Giorgio Tozzi’s Zaccaria
The Chicago basso, Giorgio Tozzi, whom I had also seen perform the roles of Fiesco Grimaldi in Italian (see Historical Performances: “Simon Boccanegra” with Tito Gobbi, Giorgio Tozzi – San Francisco Opera, October 6, 1960) and Tsar Boris in English (see 50 Year Anniversaries: An American “Boris Godunov” Starring Tozzi and Dalis – San Francisco Opera, September 21, 1961), returned to the Verdian basso cantante repertory as the Hebrew prophet Zaccaria.
It was still regarded as sufficiently unusual for an American basso to be considered an international calibre opera star that RCA Victor Records’ publicity department renamed George Tozzi as Giorgio. But Tozzi, both as artist and teacher, did a large part in establishing that high reputation that so many American bass-baritones and basso cantantes have had (and still have) in the opera houses of the world.
[Below: Illinois basso Giorgio Tozzi; resized image, based on a promotional photograph.]
Janis Martin’s Fenena
According to Arthur Bloomfield’s history, Janis Martin received the request Friday night, October 20th, to learn the part of Fenena in order to perform it the evening of October 23rd. (Some accounts have an even shorter duration.) General Director Adler enlisted San Francisco Opera’s pre-eminent assistant to the artists, Otto Guth (soon to become a favorite of Pavarotti, who worked with Guth for so many of his role debuts).
As I entered the opera house, the buzz about the 22-year old Martin learning an entire role in little more than a day was a main topic of conversation, and a warmly sympathetic audience (and a well-cued prompter) was in her corner. It was a proper “star is born” triumph.
Martin continued to have a full plate of smaller comprimario roles, some little more than a walk-on, each season through 1964 (in which “Nabucco” was revived for Gobbi, with Martin cast, from the earliest stages, as Fenena). Two years after that, Martin returned to San Francisco Opera in major mezzo-soprano roles, including Venus in “Tannhauser” with Jess Thomas and Regine Crespin. Then as her voice matured, she tackled the dramatic soprano repertory, ultimately singing all three Bruennhildes in one of the 1990 cycles of Wagner’s “Der Ring des Nibelungen”.

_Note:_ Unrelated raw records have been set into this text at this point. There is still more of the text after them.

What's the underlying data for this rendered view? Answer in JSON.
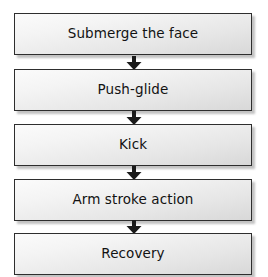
{
  "diagram": {
    "type": "vertical-flowchart",
    "orientation": "top-to-bottom",
    "background_color": "#ffffff",
    "box_border_color": "#2e2e2e",
    "box_fill_top_color": "#fbfbfb",
    "box_fill_bottom_color": "#d8d8d8",
    "text_color": "#121212",
    "arrow_color": "#1a1a1a",
    "step_count": 5,
    "connector_count": 4,
    "steps": [
      {
        "label": "Submerge the face"
      },
      {
        "label": "Push-glide"
      },
      {
        "label": "Kick"
      },
      {
        "label": "Arm stroke action"
      },
      {
        "label": "Recovery"
      }
    ],
    "connectors": [
      {
        "icon": "arrow-down-icon",
        "from": "Submerge the face",
        "to": "Push-glide"
      },
      {
        "icon": "arrow-down-icon",
        "from": "Push-glide",
        "to": "Kick"
      },
      {
        "icon": "arrow-down-icon",
        "from": "Kick",
        "to": "Arm stroke action"
      },
      {
        "icon": "arrow-down-icon",
        "from": "Arm stroke action",
        "to": "Recovery"
      }
    ]
  }
}
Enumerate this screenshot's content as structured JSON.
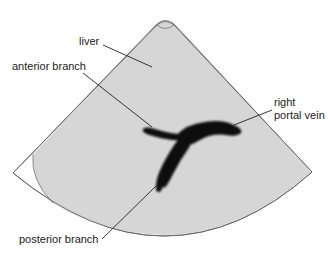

[Below: California mezzo-soprano Janis Martin; edited image, based on a promotional photograph.]
Francesco Molinari-Pradelli was the Conductor. Gwen Curatilo replaced Janis Martin in the small role of Anna.
Even though I never saw Udovick again, and Bastianini only twice more in 1965, I saw Cioni in several major roles through 1968. Tozzi performed at San Francisco Opera through the 1978 season (memorably performing Baron Scarpia to Magda Olivero’s Tosca), and Janis Martin was an important presence in the San Francisco Opera cast lists in many seasons through 1990.
It was a thrilling end to a wonderful six-opera sampler of the 1961 season of the San Francisco Opera.